Work instructions: Take the records below and retype them line by line, from the first line through the one containing "Task: Click on"; stop there.
Start of Data shown
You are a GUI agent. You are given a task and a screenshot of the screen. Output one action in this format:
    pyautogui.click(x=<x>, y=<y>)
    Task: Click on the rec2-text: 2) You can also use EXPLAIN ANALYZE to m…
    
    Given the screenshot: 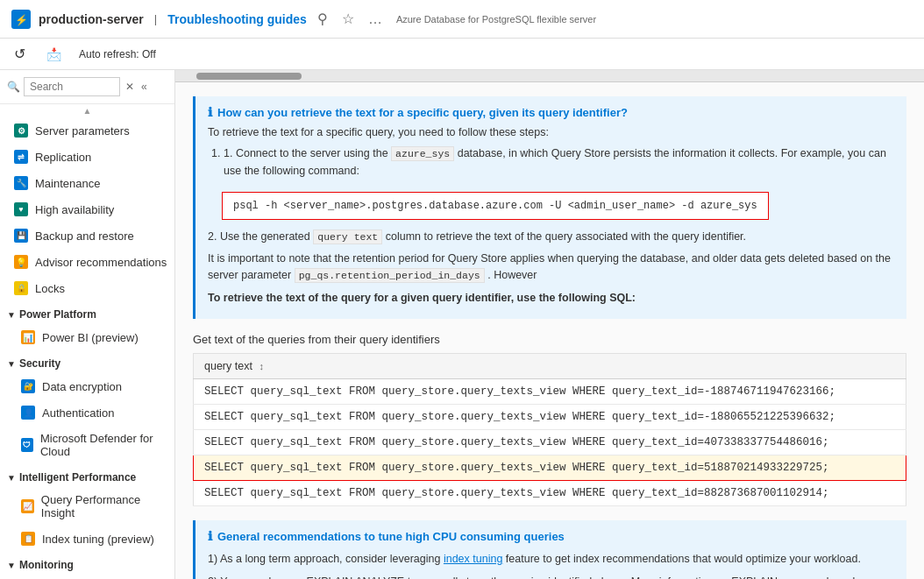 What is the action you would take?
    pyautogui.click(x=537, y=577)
End of Data shown
Response for this exercise:
You are a GUI agent. You are given a task and a screenshot of the screen. Output one action in this format:
    pyautogui.click(x=<x>, y=<y>)
    Task: Click on the rec2-text: 2) You can also use EXPLAIN ANALYZE to m…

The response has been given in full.